What is a team?

A couple of months ago I gave a series of talks on creating team charters. As part of my preparation for this piece of work I asked myself a number of questions about what a team actually was, and what sorts of questions teams should be asking themselves regularly. Some of this content was used in the talks, but I’ve tried to make this article more about teams than team charters, as I’ve written and talked about these a lot elsewhere.

What is a team?

A team is a group of people who collaborate to deliver value. Value is anything that a customer would pay for.

A team doesn’t have to all report to the same person, or do the same kind of work, they just need to be able to combine their skills and expertise in a way that delivers something that someone else finds valuable.

Why does the team exist?

Each team should understand why is exists, and be able to articulate that in a short phrase. This should be a mission statement (what you do now), but may also incorporate elements of a vision statement (what you hope to achieve).

You should also understand who your stakeholders are, both the people you deliver work to, and the people outside the team who you depend on for things that you need. Ideally a team should be able to control everything it requires to deliver value, but this is unlikely to be the case in most organisations, and you are likely to have stakeholders who provide data centres, networks, offices or financial processes. Think about everything you need to do your work, and work out where it comes from, and how to get enough of it for what you need to do.

What skills does a team need?

That depends very much on what the team are responsible for delivering, but can be split into 3 main categories:

  • Subject matter expertise
  • Organisational skills
  • Leadership and management skills

These skills should be present across the team, but it’s fine for one person to have aspects of all three. What you don’t want is people who don’t have any of these skills, as they will find it harder to contribute meaningfully to the team.

How many people should be in the team?

That very much depends on what skills the team needs, and how those skills are distributed between individuals.

I like teams of 4-6 people, because they are small enough to make collective decisions quickly, but large enough to realistically contain a good mix of skills and experience. I may also add 1-2 interns, graduate trainees or apprentices, especially if the work being delivered would benefit from the unique experience people at the start of their career will bring. It’s also a good way to ensure that people starting out are being given a positive experience about what it’s like to be in a team.

How do we empower a team to be self-organising?

A self-organising team understands what it is there to do, and receives work from customers rather than managers. It prioritises work based on what value it adds to one or more customers, but also improves how the work is done so that valuable work is delivered more often. It is free to make decisions on how the work is done, providing any institution-wide restrictions are factored in. The larger the institution, the more likely a team will be restricted in some of the tools it uses, or in where and when it works, but it is still worth thinking about these things and contributing expertise towards redefining the institutional standard, rather than just using something different and then struggling to collaborate with other teams.

Working in this way can require a bit of unlearning, especially for people who hold leadership or management roles. An understanding of the key principles of Agile can help with this, as very often ceremonies associated with Agile (especially Scrum) are used to plan and deliver work in a self-organising team.

How does leadership and management work in a self-organising team?

In a traditional team you would expect the team manager to provide all (or most) of the leadership. management, and organisational skills, but also a fair amount of subject matter expertise. In an agile team we still need all of those skills, but they are more likely to be split more evenly between different team members.

How this might work:

  • One person who has a primary responsibility for ensuring that the work the team does continues to provide value to customers.
  • One person who has a primary responsibility for providing an environment for the team to do their best work.
  • Several people with subject matter expertise, who also have enough leadership, management and organisational skills to ensure that they can deliver within their subject area without hitting blockers on a daily basis.

Ensuring the skills are more equally distributed helps the team when one of more people are on holiday or otherwise unavailable to work. It means that a team is better positioned to deal with things that might slow down delivery, and that the team is not reliant on one person for many different things.

What meetings should the team attend?

There are a number of internal meetings that we find useful:

  • Daily stand up, to ensure that we have a collective understanding of what we are doing each day, and that we can identify anything where we might need help
  • Sprint planning, so that we understand what is being delivered in the next 2 weeks, and who is doing what
  • Retrospectives, to enable us to scrutinise how we work, and suggest improvements that can be fed into the next cycle

We still conduct 121 meetings, but these are less like status update meetings, and more about personal and professional development. Meeting every day to talk about our work doesn’t make 121 meetings less important, it just means we can focus them more effectively.

What about all those other meetings we attend?

Review all meetings and regular time commitments to ensure they add value to customers or directly contribute to improving how the work is done:

  • Why do you attend the meeting?
  • What contributions do you generally make?
  • What outputs do you get from the meeting, and are they valuable?

These questions should help identify meetings that could be dropped in order to free up more time for collaboration and individual contributions.

It is expected that people with leadership and management responsibilities will attend more meetings that individual contributors, but that in general there will be less meetings than in a traditional hierarchical team. Managers should be protecting their teams from meetings where possible, but this does not mean that people should stop collaborating with other teams; just that they do it in a way that only the people who are directly contributing to the collaboration are involved.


● About this task
Within the material, how many of the lines include the word "контракта"? State only that number.
_ _ _ _
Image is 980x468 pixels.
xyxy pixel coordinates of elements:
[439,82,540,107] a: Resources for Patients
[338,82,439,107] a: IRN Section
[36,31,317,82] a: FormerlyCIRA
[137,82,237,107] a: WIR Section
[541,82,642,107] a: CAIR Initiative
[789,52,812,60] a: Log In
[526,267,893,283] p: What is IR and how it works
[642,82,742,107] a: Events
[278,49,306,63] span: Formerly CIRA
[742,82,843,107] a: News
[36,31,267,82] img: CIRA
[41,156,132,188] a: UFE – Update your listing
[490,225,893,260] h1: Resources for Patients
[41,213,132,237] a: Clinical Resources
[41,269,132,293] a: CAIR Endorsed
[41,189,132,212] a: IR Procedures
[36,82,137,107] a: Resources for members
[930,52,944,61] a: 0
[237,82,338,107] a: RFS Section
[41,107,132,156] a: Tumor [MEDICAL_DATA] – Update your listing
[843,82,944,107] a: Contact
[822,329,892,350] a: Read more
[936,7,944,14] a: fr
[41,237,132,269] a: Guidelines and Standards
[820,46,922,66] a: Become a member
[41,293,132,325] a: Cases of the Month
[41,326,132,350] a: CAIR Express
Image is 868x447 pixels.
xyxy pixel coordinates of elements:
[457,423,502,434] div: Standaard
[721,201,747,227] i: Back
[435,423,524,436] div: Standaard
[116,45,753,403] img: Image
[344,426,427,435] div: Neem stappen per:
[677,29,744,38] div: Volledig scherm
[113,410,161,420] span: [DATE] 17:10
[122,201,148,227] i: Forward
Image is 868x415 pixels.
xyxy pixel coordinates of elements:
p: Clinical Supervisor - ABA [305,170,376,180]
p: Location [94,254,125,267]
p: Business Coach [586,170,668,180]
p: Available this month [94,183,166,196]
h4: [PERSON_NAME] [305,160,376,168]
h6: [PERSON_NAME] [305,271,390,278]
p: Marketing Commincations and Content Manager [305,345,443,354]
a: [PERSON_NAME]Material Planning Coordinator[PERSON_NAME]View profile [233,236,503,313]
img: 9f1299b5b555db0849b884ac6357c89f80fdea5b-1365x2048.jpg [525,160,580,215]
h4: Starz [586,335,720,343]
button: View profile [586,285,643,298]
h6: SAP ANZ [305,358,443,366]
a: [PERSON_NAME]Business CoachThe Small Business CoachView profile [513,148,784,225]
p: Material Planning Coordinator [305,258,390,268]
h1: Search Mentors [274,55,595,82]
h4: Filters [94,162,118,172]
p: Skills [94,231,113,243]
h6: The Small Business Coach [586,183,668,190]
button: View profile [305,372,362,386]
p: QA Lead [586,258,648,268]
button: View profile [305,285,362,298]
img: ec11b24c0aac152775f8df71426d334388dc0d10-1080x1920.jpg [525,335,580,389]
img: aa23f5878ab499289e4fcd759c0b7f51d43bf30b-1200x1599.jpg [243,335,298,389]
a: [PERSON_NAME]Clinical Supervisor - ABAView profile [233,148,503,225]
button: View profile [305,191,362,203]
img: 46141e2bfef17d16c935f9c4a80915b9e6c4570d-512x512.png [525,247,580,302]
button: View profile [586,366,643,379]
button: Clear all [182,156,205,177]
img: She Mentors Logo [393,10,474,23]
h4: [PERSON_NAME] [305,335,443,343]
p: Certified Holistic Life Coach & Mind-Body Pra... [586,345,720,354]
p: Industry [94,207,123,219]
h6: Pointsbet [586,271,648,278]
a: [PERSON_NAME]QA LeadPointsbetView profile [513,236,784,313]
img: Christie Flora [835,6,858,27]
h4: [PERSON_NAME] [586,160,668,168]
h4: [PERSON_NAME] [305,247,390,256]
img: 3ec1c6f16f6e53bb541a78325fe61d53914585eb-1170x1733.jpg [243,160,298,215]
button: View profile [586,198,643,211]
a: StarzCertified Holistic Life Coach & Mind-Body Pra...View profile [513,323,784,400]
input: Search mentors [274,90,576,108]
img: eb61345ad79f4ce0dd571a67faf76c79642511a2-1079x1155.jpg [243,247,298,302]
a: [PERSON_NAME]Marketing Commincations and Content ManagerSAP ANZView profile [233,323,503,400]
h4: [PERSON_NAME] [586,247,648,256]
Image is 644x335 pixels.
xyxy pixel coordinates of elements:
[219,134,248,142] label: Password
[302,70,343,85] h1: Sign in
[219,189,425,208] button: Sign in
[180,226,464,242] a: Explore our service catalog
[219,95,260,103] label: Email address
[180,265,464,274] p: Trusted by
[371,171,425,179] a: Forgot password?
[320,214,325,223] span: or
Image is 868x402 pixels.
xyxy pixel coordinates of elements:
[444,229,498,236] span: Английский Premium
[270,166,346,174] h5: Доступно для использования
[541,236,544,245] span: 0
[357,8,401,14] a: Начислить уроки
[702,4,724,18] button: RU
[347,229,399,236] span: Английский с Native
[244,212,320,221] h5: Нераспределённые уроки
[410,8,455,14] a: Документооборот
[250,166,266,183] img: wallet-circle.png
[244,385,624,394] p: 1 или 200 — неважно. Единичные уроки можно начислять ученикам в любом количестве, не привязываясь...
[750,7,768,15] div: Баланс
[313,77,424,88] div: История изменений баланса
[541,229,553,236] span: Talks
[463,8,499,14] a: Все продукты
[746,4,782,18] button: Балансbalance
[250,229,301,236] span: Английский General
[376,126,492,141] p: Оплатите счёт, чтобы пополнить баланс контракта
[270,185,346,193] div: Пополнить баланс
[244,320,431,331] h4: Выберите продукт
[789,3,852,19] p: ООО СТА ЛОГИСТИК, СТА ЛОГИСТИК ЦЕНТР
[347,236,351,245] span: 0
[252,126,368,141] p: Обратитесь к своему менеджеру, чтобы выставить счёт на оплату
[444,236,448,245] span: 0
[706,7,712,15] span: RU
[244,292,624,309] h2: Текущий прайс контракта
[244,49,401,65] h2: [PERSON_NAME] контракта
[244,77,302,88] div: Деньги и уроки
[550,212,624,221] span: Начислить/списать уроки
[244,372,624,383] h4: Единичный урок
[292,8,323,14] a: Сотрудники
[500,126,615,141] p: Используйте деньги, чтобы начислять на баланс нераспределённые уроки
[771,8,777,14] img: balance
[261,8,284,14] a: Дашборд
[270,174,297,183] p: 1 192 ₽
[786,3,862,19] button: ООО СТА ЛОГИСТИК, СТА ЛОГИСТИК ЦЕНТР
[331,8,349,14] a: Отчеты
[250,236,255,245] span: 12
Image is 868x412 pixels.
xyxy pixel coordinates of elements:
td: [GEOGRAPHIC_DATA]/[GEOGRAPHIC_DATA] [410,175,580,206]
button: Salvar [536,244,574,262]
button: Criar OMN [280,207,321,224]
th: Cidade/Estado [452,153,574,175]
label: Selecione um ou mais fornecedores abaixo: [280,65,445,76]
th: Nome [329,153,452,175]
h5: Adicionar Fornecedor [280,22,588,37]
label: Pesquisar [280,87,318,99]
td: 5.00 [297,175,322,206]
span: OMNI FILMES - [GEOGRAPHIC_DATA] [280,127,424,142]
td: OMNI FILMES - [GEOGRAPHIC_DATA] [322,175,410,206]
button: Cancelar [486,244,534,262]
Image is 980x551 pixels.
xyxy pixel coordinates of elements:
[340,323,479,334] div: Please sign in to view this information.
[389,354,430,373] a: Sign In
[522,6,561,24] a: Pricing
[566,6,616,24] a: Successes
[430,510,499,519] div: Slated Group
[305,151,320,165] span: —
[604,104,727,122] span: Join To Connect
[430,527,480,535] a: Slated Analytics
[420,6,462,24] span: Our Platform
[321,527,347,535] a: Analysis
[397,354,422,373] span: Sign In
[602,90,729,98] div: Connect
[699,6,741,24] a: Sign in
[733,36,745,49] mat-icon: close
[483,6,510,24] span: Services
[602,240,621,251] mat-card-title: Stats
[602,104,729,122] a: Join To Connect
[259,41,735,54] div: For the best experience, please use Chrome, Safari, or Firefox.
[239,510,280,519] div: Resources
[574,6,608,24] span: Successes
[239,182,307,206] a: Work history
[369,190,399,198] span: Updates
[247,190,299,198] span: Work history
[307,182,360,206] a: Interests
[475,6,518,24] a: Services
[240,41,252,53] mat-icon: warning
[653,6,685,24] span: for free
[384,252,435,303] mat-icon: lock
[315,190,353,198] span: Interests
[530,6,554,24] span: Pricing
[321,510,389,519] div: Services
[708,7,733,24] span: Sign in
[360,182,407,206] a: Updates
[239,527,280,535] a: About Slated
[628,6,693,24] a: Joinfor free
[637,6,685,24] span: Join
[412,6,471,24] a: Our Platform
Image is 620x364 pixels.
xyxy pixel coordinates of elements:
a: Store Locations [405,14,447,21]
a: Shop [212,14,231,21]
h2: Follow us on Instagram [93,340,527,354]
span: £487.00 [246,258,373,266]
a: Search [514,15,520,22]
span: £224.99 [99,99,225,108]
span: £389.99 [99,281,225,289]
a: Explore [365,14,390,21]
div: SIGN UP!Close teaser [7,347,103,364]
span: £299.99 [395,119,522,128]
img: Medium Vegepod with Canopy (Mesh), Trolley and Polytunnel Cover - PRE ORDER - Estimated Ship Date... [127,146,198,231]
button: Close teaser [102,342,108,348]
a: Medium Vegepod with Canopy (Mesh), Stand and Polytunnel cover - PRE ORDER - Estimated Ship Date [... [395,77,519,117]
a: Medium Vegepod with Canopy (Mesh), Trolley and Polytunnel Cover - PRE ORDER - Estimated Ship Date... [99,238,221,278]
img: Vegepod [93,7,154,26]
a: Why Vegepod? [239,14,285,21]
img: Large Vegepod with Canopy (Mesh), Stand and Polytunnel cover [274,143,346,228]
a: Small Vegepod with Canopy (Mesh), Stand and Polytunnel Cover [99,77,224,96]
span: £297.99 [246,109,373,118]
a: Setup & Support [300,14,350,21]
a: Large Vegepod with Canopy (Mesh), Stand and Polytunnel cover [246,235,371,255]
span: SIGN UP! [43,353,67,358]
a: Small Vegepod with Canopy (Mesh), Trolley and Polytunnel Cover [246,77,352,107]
_ _ _ _
● Your solution
3